The Journal of Commerce reported Tuesday:
Pacific Maritime Association head also sees jurisdictional battle as continuing
International Longshore and Warehouse Union Coast Committeeman Leal Sundet was not speaking in hyperbole Monday when he said the jurisdictional dispute in Portland between the ILWU and the International Brotherhood of Electrical Workers is far from over despite a labor board ruling in favor of the electrical workers.
Sundet lashed out at the National Labor Relations Board for its decision Monday that the IBEW, not the ILWU, has jurisdiction over work on refrigerated containers at the Port of Portland. Sundet implied that the NLRB ruling is worthless because it will be superseded by the coast-wide contract between the ILWU and the Pacific Maritime Association.
Sundet said Portland’s terminal operator, ICTSI, and the carriers that call at Terminal 6, including Hanjin Shipping Co. and Hapag-Lloyd, are members of the coast-wide bargaining agreement that covers all waterfront employers on the West Coast.
PMA President Jim McKenna agreed with Sundet that the jurisdictional dispute in Portland is not over. “There will still be more twists and turns,” McKenna said.
When Portland two years ago awarded ICTSI the contract to operate Terminal 6, ICTSI joined the PMA and was supposed to inform the employers’ group of any agreements it had with unions other than the ILWU, McKenna said. ICTSI did not tell PMA that it had a contract with the IBEW, he said.
Sundet was especially pointed in bringing employers to task for not recognizing what the ILWU believes is the supremacy of the coast-wide waterfront contract.
“No matter how much public money the port throws at ICTSI and the carriers, the ILWU/PMA labor agreement that governs all West Coast employers clearly says that Hanjin and Hapag-Lloyd must assign this work to ILWU-represented longshoremen,” Sundet said.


Try it: The string "series" may appear on lines of the entries below; report how many such lines there are, and only that.

Material supplied:

++++++++

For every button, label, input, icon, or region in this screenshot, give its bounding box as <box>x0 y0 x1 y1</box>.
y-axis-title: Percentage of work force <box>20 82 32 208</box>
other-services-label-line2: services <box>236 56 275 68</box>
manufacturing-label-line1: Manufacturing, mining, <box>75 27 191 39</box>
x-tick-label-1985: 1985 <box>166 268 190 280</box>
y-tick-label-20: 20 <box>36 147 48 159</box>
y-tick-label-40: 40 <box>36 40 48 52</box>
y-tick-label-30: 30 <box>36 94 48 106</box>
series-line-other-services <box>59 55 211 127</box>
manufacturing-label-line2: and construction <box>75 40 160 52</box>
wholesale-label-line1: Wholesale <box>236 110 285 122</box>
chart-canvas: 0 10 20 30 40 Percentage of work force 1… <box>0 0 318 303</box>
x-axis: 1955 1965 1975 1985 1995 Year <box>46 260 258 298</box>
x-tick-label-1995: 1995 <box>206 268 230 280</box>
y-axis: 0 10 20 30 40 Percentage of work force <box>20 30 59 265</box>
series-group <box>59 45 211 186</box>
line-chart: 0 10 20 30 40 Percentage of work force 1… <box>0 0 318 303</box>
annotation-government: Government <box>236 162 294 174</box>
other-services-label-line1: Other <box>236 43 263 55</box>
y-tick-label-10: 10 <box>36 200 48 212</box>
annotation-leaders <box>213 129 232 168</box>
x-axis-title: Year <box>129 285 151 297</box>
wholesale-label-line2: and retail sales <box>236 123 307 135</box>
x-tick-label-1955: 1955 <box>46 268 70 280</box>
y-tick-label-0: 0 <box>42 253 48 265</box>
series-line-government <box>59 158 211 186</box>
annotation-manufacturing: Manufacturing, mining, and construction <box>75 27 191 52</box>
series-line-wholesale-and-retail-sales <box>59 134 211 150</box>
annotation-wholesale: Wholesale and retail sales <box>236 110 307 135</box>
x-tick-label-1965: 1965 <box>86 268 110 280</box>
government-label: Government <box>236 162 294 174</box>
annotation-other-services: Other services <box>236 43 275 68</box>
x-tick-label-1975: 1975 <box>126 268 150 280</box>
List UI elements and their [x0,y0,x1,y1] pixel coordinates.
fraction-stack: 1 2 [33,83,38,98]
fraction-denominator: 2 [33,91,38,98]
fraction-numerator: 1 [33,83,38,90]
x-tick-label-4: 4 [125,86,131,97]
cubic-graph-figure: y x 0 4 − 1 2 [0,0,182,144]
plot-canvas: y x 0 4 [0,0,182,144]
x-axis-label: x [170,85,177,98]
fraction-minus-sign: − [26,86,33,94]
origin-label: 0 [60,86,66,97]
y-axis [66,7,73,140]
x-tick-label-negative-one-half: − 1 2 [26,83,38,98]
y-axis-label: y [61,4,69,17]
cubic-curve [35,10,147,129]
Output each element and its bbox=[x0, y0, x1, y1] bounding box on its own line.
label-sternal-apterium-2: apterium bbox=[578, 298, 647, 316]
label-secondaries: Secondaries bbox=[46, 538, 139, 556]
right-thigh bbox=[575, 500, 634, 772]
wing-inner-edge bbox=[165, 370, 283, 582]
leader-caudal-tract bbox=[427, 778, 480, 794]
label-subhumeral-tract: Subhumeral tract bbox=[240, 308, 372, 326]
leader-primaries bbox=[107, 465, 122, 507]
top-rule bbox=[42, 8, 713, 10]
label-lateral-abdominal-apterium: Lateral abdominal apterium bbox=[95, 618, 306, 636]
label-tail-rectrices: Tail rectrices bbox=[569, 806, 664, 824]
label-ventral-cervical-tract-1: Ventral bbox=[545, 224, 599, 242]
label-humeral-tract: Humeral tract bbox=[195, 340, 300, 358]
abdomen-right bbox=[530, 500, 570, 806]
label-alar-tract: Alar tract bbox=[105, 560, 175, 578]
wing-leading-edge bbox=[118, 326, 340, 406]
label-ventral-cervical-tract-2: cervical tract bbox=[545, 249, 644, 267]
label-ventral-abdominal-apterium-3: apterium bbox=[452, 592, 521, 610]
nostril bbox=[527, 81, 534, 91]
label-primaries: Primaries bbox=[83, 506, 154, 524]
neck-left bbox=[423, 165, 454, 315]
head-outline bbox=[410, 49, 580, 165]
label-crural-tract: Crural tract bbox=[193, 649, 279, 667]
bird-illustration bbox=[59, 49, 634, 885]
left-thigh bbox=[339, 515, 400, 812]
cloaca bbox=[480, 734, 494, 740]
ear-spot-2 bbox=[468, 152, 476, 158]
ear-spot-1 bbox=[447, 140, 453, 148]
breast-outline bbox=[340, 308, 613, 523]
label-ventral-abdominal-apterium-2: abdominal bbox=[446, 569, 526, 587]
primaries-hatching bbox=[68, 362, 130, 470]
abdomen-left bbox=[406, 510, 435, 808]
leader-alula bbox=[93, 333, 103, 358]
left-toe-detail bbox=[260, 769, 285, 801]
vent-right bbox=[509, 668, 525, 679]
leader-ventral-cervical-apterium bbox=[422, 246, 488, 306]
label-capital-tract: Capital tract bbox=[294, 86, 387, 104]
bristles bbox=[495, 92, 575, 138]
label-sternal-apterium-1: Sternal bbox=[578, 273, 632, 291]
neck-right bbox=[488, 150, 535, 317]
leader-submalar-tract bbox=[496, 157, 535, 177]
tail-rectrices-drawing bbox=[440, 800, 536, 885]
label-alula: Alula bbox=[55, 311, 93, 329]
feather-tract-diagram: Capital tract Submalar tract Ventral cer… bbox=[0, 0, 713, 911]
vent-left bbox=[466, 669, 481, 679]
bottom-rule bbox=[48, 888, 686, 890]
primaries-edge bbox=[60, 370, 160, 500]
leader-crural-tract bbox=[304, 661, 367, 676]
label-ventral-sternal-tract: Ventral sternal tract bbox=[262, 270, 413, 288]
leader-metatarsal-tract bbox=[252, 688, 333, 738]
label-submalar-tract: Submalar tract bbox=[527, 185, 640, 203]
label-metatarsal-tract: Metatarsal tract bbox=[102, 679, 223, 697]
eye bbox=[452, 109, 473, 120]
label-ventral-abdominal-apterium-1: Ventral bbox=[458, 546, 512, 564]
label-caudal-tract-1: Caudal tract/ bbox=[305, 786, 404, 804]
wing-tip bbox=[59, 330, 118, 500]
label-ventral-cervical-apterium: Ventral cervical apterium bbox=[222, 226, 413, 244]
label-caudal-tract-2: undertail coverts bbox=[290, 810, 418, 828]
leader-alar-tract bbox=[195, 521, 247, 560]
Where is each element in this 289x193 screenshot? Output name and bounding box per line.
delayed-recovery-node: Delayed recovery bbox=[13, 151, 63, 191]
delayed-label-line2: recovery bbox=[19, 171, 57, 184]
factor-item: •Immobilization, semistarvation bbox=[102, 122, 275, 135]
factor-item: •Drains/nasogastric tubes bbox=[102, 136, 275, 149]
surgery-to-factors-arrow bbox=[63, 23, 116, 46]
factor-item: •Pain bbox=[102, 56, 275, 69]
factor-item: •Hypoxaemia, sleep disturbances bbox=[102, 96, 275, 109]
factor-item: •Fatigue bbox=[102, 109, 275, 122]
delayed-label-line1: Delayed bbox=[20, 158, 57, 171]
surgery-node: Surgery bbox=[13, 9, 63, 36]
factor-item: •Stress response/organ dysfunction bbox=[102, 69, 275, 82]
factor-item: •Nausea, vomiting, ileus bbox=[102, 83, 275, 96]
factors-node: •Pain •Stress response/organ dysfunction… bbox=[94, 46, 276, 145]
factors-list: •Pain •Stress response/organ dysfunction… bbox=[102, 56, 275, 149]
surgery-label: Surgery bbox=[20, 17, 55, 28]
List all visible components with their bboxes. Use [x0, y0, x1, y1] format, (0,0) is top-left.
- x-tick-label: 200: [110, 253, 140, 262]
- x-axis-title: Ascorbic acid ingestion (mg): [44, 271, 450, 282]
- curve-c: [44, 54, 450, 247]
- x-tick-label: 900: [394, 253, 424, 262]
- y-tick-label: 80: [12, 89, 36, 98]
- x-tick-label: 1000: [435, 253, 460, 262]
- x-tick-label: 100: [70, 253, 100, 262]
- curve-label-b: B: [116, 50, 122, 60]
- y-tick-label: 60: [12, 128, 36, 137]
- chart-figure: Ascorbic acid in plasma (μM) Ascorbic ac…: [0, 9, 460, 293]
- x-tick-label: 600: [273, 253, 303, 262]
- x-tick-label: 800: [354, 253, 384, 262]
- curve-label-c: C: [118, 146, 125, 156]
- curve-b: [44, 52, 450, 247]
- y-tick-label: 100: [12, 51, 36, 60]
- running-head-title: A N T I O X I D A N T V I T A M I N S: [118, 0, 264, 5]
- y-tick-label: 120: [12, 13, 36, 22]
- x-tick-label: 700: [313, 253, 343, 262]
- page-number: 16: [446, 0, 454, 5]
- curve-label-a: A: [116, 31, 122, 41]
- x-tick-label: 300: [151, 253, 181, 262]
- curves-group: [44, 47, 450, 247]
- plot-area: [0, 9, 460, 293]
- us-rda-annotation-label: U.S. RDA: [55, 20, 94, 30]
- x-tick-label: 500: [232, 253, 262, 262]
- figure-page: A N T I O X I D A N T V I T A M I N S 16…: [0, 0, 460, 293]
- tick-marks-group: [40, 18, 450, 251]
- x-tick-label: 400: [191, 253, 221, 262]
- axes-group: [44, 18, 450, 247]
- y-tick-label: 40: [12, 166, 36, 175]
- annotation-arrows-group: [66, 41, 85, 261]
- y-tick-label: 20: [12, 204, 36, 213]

++++++++

Worked solution: 4